Lynching in Chatham County

Lynching in Chatham County

ID: NC1885192101
Name(s) of People Lynched: Jerry and Harriet Finch, John Pattishall, Lee Tyson, Henry Jones, and Eugene Daniel
Number of People Lynched: 6
Race: Black
Gender: Male and Female
Lynching Date(s): 1885-1921
Year Marker Erected: 2022
Erected by: EJI, Community Remembrance Coalition Chatham, the NAACP, and other community groups
City: Pittsboro
County: Chatham
State: North Carolina

Marker Text: Between 1885 and 1921, white mobs terrorized and lynched at least six Black people in Chatham County, creating a legacy of violence, intimidation, and injustice. On September 28, 1885, a white mob in Pittsboro lynched four Black people—Jerry Finch and his wife, Harriet, John Pattishall, and Lee Tyson—following the unsolved murders of two white families. After months of terrorizing them, the mob stormed the jail, seized them, and hanged them from a tree despite their pleas of innocence. After the lynching, newspapers reported the lack of evidence against all of the victims for crimes that the mob accused them of committing, and the Chatham Record concluded, “If one set of men can force open our jail for one purpose,…who will be the next victim, and whose life is safe?” Fourteen years later, a white mob lynched a Black farmer in his mid-thirties named Henry Jones on January 11, 1899. The mob targeted Mr. Jones merely because he lived near a white woman who was found dead the night before. Then, on September 18, 1921, a white mob lynched a 16-year-old Black boy named Eugene Daniel after he was falsely accused of assaulting a white girl. The mob took Eugene five miles east to an area near Moore’s bridge, hanged him with a chain, and shot his body repeatedly. The next day, at least 1,000 spectators came to view Eugene’s hanged remains. No mob participants were held accountable for lynching these Black men, women, and children.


Over all lines in the data below, count those holding "from" and give only the result.

** Opening Excerpted data block **

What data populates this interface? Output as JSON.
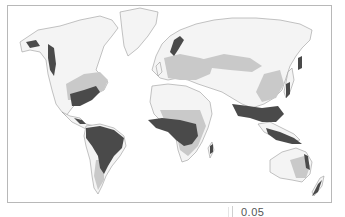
{
  "figure": {
    "type": "world-map",
    "legend_shades": {
      "dark_zone": "#4a4a4a",
      "medium_zone": "#c9c9c9",
      "light_zone": "#e9e9e9",
      "land_outline": "#9a9a9a",
      "background": "#ffffff"
    }
  },
  "footer": {
    "partial_label": "0.05"
  }
}
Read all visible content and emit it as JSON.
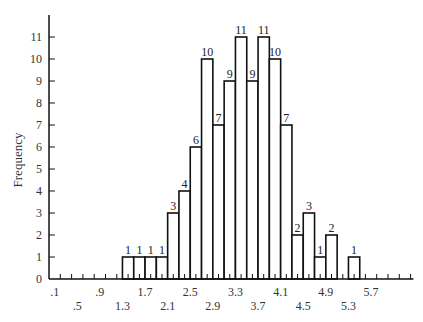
{
  "chart_data": {
    "type": "bar",
    "title": "",
    "xlabel": "",
    "ylabel": "Frequency",
    "bin_width": 0.2,
    "bin_starts": [
      1.3,
      1.5,
      1.7,
      1.9,
      2.1,
      2.3,
      2.5,
      2.7,
      2.9,
      3.1,
      3.3,
      3.5,
      3.7,
      3.9,
      4.1,
      4.3,
      4.5,
      4.7,
      4.9,
      5.1,
      5.3
    ],
    "values": [
      1,
      1,
      1,
      1,
      3,
      4,
      6,
      10,
      7,
      9,
      11,
      9,
      11,
      10,
      7,
      2,
      3,
      1,
      2,
      0,
      1
    ],
    "xlim": [
      0.0,
      6.5
    ],
    "ylim": [
      0,
      12
    ],
    "y_ticks": [
      0,
      1,
      2,
      3,
      4,
      5,
      6,
      7,
      8,
      9,
      10,
      11
    ],
    "x_tick_labels_row1": [
      ".1",
      ".9",
      "1.7",
      "2.5",
      "3.3",
      "4.1",
      "4.9",
      "5.7"
    ],
    "x_tick_labels_row1_values": [
      0.1,
      0.9,
      1.7,
      2.5,
      3.3,
      4.1,
      4.9,
      5.7
    ],
    "x_tick_labels_row2": [
      ".5",
      "1.3",
      "2.1",
      "2.9",
      "3.7",
      "4.5",
      "5.3"
    ],
    "x_tick_labels_row2_values": [
      0.5,
      1.3,
      2.1,
      2.9,
      3.7,
      4.5,
      5.3
    ],
    "grid": false,
    "legend": null,
    "bar_fill": "#ffffff",
    "bar_stroke": "#111111"
  }
}
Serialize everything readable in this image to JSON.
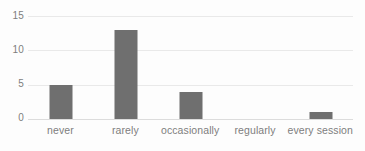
{
  "chart_data": {
    "type": "bar",
    "title": "",
    "subtitle": "",
    "xlabel": "",
    "ylabel": "",
    "categories": [
      "never",
      "rarely",
      "occasionally",
      "regularly",
      "every session"
    ],
    "values": [
      5,
      13,
      4,
      0,
      1
    ],
    "ylim": [
      0,
      15
    ],
    "yticks": [
      0,
      5,
      10,
      15
    ],
    "ytick_labels": [
      "0",
      "5",
      "10",
      "15"
    ],
    "grid": true,
    "legend": false,
    "legend_position": "none",
    "orientation": "vertical",
    "series": [
      {
        "name": "",
        "values": [
          5,
          13,
          4,
          0,
          1
        ]
      }
    ],
    "colors": {
      "bar": "#6f6f6f",
      "gridline": "#e9e9e9",
      "axis": "#dcdcdc",
      "tick_label": "#7d7d7d",
      "background": "#fdfdfd"
    }
  }
}
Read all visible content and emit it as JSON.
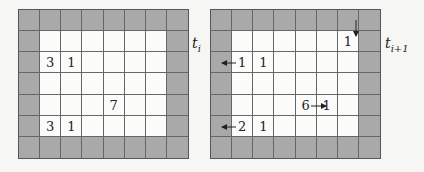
{
  "left": {
    "label": "t",
    "label_sub": "i",
    "numbers": [
      {
        "row": 2,
        "col": 1,
        "value": "3"
      },
      {
        "row": 2,
        "col": 2,
        "value": "1"
      },
      {
        "row": 4,
        "col": 4,
        "value": "7"
      },
      {
        "row": 5,
        "col": 1,
        "value": "3"
      },
      {
        "row": 5,
        "col": 2,
        "value": "1"
      }
    ]
  },
  "right": {
    "label": "t",
    "label_sub": "i+1",
    "numbers": [
      {
        "row": 1,
        "col": 6,
        "value": "1",
        "arrow": "down-in"
      },
      {
        "row": 2,
        "col": 1,
        "value": "1",
        "arrow": "left"
      },
      {
        "row": 2,
        "col": 2,
        "value": "1"
      },
      {
        "row": 4,
        "col": 4,
        "value": "6"
      },
      {
        "row": 4,
        "col": 5,
        "value": "1",
        "arrow": "right-in"
      },
      {
        "row": 5,
        "col": 1,
        "value": "2",
        "arrow": "left"
      },
      {
        "row": 5,
        "col": 2,
        "value": "1"
      }
    ]
  },
  "grid": {
    "cols": 8,
    "rows": 7
  },
  "colors": {
    "wall": "#a9a9a9",
    "floor": "#fbfbfa",
    "line": "#666666"
  }
}
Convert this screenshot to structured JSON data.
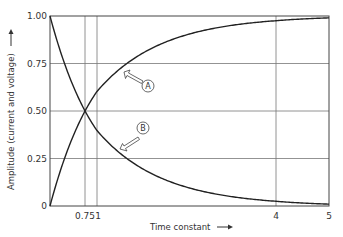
{
  "chart_data": {
    "type": "line",
    "title": "",
    "xlabel": "Time constant",
    "ylabel": "Amplitude (current and voltage)",
    "xlim": [
      0,
      5
    ],
    "ylim": [
      0,
      1
    ],
    "x_ticks": [
      {
        "value": 0.75,
        "label": "0.75"
      },
      {
        "value": 1,
        "label": "1"
      },
      {
        "value": 4,
        "label": "4"
      },
      {
        "value": 5,
        "label": "5"
      }
    ],
    "y_ticks": [
      {
        "value": 0,
        "label": "0"
      },
      {
        "value": 0.25,
        "label": "0.25"
      },
      {
        "value": 0.5,
        "label": "0.50"
      },
      {
        "value": 0.75,
        "label": "0.75"
      },
      {
        "value": 1,
        "label": "1.00"
      }
    ],
    "grid": true,
    "legend": "none",
    "series": [
      {
        "name": "A",
        "description": "rising curve (1 - e^-t)",
        "x": [
          0,
          0.25,
          0.5,
          0.75,
          1,
          1.5,
          2,
          2.5,
          3,
          3.5,
          4,
          4.5,
          5
        ],
        "values": [
          0,
          0.22,
          0.39,
          0.5,
          0.63,
          0.78,
          0.86,
          0.92,
          0.95,
          0.97,
          0.98,
          0.99,
          0.99
        ]
      },
      {
        "name": "B",
        "description": "decaying curve (e^-t)",
        "x": [
          0,
          0.25,
          0.5,
          0.75,
          1,
          1.5,
          2,
          2.5,
          3,
          3.5,
          4,
          4.5,
          5
        ],
        "values": [
          1,
          0.78,
          0.61,
          0.5,
          0.37,
          0.22,
          0.14,
          0.08,
          0.05,
          0.03,
          0.02,
          0.01,
          0.01
        ]
      }
    ],
    "annotations": [
      {
        "label": "A",
        "target_series": "A",
        "arrow": "hollow arrow pointing up-left to rising curve"
      },
      {
        "label": "B",
        "target_series": "B",
        "arrow": "hollow arrow pointing down-left to decaying curve"
      }
    ]
  },
  "labels": {
    "xlabel": "Time constant",
    "ylabel": "Amplitude (current and voltage)",
    "callout_a": "A",
    "callout_b": "B"
  }
}
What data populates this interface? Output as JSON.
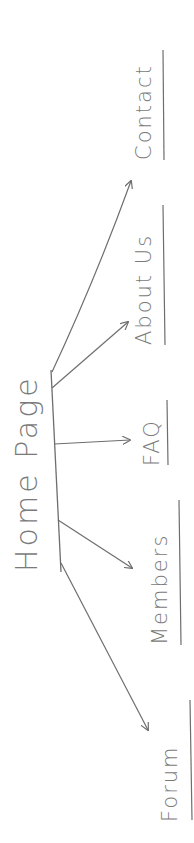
{
  "diagram": {
    "type": "sitemap",
    "orientation": "rotated-90-ccw",
    "style": "hand-drawn pencil",
    "ink_color": "#7a7a7a",
    "root": {
      "label": "Home Page"
    },
    "children": [
      {
        "label": "Forum"
      },
      {
        "label": "Members"
      },
      {
        "label": "FAQ"
      },
      {
        "label": "About Us"
      },
      {
        "label": "Contact"
      }
    ]
  }
}
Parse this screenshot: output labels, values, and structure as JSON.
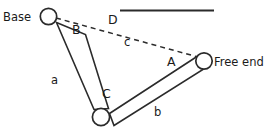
{
  "figure": {
    "type": "kinematic-chain-diagram",
    "background_color": "#ffffff",
    "line_color": "#2b2b2b",
    "text_color": "#1a1a1a"
  },
  "labels": {
    "base": "Base",
    "free_end": "Free end",
    "link_a": "a",
    "link_b": "b",
    "segment_c": "c",
    "angle_A": "A",
    "angle_B": "B",
    "angle_C": "C",
    "angle_D": "D"
  },
  "joints": [
    {
      "name": "base-joint",
      "cx": 48.5,
      "cy": 16.5,
      "r": 8.2
    },
    {
      "name": "middle-joint",
      "cx": 101.0,
      "cy": 117.0,
      "r": 8.6
    },
    {
      "name": "free-end-joint",
      "cx": 204.0,
      "cy": 61.0,
      "r": 8.2
    }
  ],
  "links": [
    {
      "name": "link-a",
      "label": "a",
      "points": "56.5,22.5 85.5,34.5 108.5,108.5 94.0,109.5"
    },
    {
      "name": "link-b",
      "label": "b",
      "points": "109.5,113.5 197.0,56.5 203.0,69.5 114.0,125.5"
    }
  ],
  "reference_line": {
    "name": "horizontal-reference-line",
    "x1": 120.0,
    "y1": 10.5,
    "x2": 214.0,
    "y2": 10.5
  },
  "chord_line": {
    "name": "chord-c-dashed",
    "x1": 56.0,
    "y1": 18.0,
    "x2": 198.0,
    "y2": 57.0,
    "style": "dashed"
  },
  "label_positions": {
    "base": {
      "x": 3,
      "y": 21
    },
    "free_end": {
      "x": 214,
      "y": 66
    },
    "angle_D": {
      "x": 108,
      "y": 24
    },
    "angle_B": {
      "x": 72,
      "y": 34
    },
    "segment_c": {
      "x": 124,
      "y": 46
    },
    "angle_A": {
      "x": 167,
      "y": 66
    },
    "link_a": {
      "x": 51,
      "y": 84
    },
    "angle_C": {
      "x": 102,
      "y": 98
    },
    "link_b": {
      "x": 154,
      "y": 116
    }
  },
  "chart_data": {
    "type": "diagram",
    "nodes": [
      {
        "id": "base",
        "label": "Base",
        "x": 48.5,
        "y": 16.5
      },
      {
        "id": "joint",
        "label": "",
        "x": 101.0,
        "y": 117.0
      },
      {
        "id": "free_end",
        "label": "Free end",
        "x": 204.0,
        "y": 61.0
      }
    ],
    "edges": [
      {
        "from": "base",
        "to": "joint",
        "label": "a",
        "style": "solid-bar"
      },
      {
        "from": "joint",
        "to": "free_end",
        "label": "b",
        "style": "solid-bar"
      },
      {
        "from": "base",
        "to": "free_end",
        "label": "c",
        "style": "dashed"
      }
    ],
    "angles": [
      {
        "label": "D",
        "at": "base",
        "between": [
          "horizontal-reference",
          "c"
        ]
      },
      {
        "label": "B",
        "at": "base",
        "between": [
          "a",
          "c"
        ]
      },
      {
        "label": "C",
        "at": "joint",
        "between": [
          "a",
          "b"
        ]
      },
      {
        "label": "A",
        "at": "free_end",
        "between": [
          "c",
          "b"
        ]
      }
    ]
  }
}
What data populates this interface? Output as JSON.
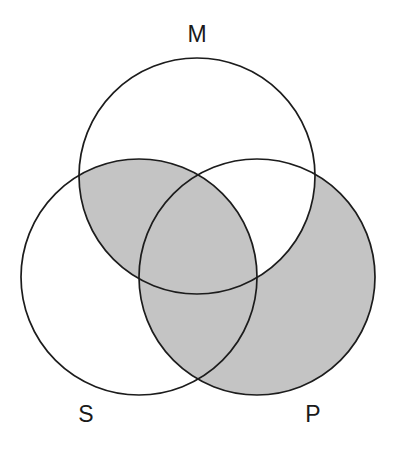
{
  "figure": {
    "type": "venn-3-circle",
    "background_color": "#ffffff",
    "stroke_color": "#1c1c1c",
    "shade_color": "#c4c4c4"
  },
  "labels": {
    "minor_term": "S",
    "middle_term": "M",
    "major_term": "P"
  },
  "circles": [
    {
      "key": "M",
      "label": "M",
      "cx": 197,
      "cy": 176,
      "r": 118,
      "label_x": 197,
      "label_y": 42
    },
    {
      "key": "S",
      "label": "S",
      "cx": 139,
      "cy": 277,
      "r": 118,
      "label_x": 86,
      "label_y": 422
    },
    {
      "key": "P",
      "label": "P",
      "cx": 257,
      "cy": 277,
      "r": 118,
      "label_x": 313,
      "label_y": 422
    }
  ],
  "regions": [
    {
      "key": "S_only",
      "name": "S only",
      "shaded": false
    },
    {
      "key": "M_only",
      "name": "M only",
      "shaded": false
    },
    {
      "key": "P_only",
      "name": "P only",
      "shaded": true
    },
    {
      "key": "SM",
      "name": "S and M, not P",
      "shaded": true
    },
    {
      "key": "MP",
      "name": "M and P, not S",
      "shaded": false
    },
    {
      "key": "SP",
      "name": "S and P, not M",
      "shaded": true
    },
    {
      "key": "SMP",
      "name": "S and M and P",
      "shaded": true
    }
  ]
}
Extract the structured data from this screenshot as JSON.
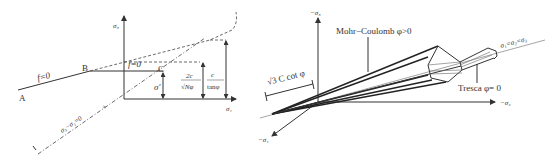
{
  "left_diagram": {
    "axis_vertical_label": "σ₃",
    "axis_horizontal_label": "σ₁",
    "point_a": "A",
    "point_b": "B",
    "point_c": "C",
    "yield_label_left": "f=0",
    "yield_label_mid": "f=0",
    "sigma_prime": "σ'",
    "frac1_num": "2c",
    "frac1_den": "√Nφ",
    "frac2_num": "c",
    "frac2_den": "tanφ",
    "diagonal_label": "σ₃−σ₁=0",
    "tick_label": "+"
  },
  "right_diagram": {
    "axis_up_label": "−σ₃",
    "axis_right_label": "−σ₂",
    "axis_down_label": "−σ₁",
    "hydrostatic_label": "σ₁=σ₂=σ₃",
    "mohr_coulomb_label": "Mohr−Coulomb φ>0",
    "tresca_label": "Tresca φ= 0",
    "apex_distance_label": "√3 C cot φ"
  }
}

** Closing Excerpted data block **

▶ [Output of the task] 4